The Story
Why it exists.
The beginning
The name Melodie Du Cygne De La Main, something like 'The Melody of the Swan's Hand', belongs entirely in the surrealist's world of paradox and poetry. Alberto Morillas created this 2015 composition as an ode to softness that refuses to be fragile. The title suggests art in motion, grace in execution, beauty that doesn't announce itself but leaves an impression anyway. With a name this theatrical, the scent had to deliver something equally arresting, not loud, but impossible to forget.
What makes this composition interesting is how it handles the powder note. Violet and iris can read dated, dusty even, the ghost of your grandmother's vanity. But Morillas layers praline underneath, adding an edible warmth that modernizes the whole structure. The fruity notes float above like a veil, keeping the sweetness from settling too heavy. It's powder for someone who thinks they don't like powder. The orange blossom in the top keeps everything bright, preventing the heart from becoming cloying. Sandalwood in the base isn't just structural, it adds a creaminess that extends the wear and keeps the drydown from going flat.
The evolution
The bergamot arrives crisp, almost sharp. Then the orange blossom pushes through, bright, white, clean. Within minutes the violet announces itself, powdery and soft, settling over everything like a dusting of velvet. The handoff to the heart feels seamless. The praline doesn't overwhelm; it sweetens the violet, making it edible without going full confectionery. Fruity notes add a shimmer, like light through frosted glass. Then the base arrives, vanilla warmth meeting sandalwood cream. The violet doesn't disappear; it deepens, becomes part of the drydown rather than replaced by it. This is the part that lasts. This is what you smell the next morning, faint and intimate against your skin.
Cultural impact
Melodie Du Cygne De La Main occupies a specific corner of the fragrance world: the powdery floral for people who thought they didn't like powdery florals. It's the fragrance that converts skeptics, not the one that divides opinion. The 2015 launch from Alberto Morillas brought mainstream accessibility to a genre that often skews niche or dated. Wearers describe it as the scent of someone who walks into a room and doesn't need to announce themselves, soft, warm, present without demanding attention.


Could you print only the lines from the one containing "Help me find 'person' in this image." through the end of the listing below, unchanged?

_MATERIAL FOR THIS TASK:_
=== Begin Enclosure ===

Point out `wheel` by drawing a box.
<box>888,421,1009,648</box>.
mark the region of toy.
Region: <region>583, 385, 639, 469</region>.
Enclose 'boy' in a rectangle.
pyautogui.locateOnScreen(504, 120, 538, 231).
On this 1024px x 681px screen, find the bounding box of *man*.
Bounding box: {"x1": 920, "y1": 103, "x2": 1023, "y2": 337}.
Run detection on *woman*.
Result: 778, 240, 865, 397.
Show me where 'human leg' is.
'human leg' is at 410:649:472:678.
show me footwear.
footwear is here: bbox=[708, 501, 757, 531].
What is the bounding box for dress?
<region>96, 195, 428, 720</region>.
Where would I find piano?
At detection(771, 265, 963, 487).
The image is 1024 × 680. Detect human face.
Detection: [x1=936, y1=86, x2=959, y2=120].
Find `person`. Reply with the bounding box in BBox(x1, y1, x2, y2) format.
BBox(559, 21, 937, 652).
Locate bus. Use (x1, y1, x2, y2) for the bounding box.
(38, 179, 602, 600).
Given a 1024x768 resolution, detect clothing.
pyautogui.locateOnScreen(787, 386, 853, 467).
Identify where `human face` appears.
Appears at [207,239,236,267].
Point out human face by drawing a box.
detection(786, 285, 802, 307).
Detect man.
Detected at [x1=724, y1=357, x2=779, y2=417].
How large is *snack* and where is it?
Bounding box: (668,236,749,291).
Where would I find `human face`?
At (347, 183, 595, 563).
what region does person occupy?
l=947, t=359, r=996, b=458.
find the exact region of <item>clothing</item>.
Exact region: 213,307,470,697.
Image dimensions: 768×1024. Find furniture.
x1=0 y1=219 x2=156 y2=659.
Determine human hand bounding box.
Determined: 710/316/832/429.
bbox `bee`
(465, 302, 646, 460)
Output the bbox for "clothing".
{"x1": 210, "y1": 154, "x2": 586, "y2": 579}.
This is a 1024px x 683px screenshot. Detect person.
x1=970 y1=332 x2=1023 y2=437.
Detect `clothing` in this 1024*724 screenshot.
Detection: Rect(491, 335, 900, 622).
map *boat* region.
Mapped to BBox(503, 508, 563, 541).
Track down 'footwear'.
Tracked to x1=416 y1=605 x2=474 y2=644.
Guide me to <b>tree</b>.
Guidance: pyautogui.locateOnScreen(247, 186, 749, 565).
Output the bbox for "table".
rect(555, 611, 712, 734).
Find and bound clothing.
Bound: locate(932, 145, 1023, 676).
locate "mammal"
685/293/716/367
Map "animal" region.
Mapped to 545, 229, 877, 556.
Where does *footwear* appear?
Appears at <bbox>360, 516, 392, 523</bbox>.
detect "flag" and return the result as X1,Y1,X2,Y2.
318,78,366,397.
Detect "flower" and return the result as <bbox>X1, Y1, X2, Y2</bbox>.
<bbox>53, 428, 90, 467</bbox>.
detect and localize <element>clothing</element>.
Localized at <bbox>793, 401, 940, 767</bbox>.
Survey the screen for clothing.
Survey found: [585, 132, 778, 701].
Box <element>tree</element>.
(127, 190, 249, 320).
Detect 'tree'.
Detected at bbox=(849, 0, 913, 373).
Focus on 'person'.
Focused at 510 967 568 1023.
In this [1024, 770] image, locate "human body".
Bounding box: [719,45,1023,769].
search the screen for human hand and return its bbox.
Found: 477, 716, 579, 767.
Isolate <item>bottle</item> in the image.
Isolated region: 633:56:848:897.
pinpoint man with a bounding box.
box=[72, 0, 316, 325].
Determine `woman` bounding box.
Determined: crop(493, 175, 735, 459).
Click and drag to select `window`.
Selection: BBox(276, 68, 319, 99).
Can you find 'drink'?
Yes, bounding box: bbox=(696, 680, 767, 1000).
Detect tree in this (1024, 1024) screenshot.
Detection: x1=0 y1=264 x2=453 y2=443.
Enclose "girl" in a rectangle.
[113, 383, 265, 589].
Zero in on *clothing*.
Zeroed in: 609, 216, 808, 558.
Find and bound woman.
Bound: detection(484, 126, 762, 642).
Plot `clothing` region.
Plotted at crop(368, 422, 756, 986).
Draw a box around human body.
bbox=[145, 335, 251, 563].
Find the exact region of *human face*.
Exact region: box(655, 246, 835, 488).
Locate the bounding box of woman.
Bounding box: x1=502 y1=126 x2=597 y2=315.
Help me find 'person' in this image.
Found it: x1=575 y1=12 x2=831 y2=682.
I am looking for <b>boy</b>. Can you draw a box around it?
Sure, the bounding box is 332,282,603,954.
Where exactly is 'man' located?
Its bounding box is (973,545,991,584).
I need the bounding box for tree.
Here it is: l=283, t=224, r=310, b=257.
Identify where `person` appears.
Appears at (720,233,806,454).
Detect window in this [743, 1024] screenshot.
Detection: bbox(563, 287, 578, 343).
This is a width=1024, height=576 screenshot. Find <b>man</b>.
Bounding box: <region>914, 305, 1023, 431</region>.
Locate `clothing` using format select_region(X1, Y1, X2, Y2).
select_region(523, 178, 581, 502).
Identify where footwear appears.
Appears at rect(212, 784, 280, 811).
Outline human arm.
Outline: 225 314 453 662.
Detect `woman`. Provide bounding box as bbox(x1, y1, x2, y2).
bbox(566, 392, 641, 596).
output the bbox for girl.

=== End Enclosure ===

_RESPONSE BOX:_
Help me find 'person' in this image.
Found it: x1=575 y1=12 x2=831 y2=682.
I am looking for <b>boy</b>. Can you draw a box around it?
Sure, the bounding box is 332,282,603,954.
Where exactly is 'man' located?
Its bounding box is (973,545,991,584).
I need the bounding box for tree.
Here it is: l=283, t=224, r=310, b=257.
Identify where `person` appears.
Appears at (720,233,806,454).
Detect window in this [743, 1024] screenshot.
Detection: bbox(563, 287, 578, 343).
This is a width=1024, height=576 screenshot. Find <b>man</b>.
Bounding box: <region>914, 305, 1023, 431</region>.
Locate `clothing` using format select_region(X1, Y1, X2, Y2).
select_region(523, 178, 581, 502).
Identify where footwear appears.
Appears at rect(212, 784, 280, 811).
Outline human arm.
Outline: 225 314 453 662.
Detect `woman`. Provide bounding box as bbox(x1, y1, x2, y2).
bbox(566, 392, 641, 596).
output the bbox for girl.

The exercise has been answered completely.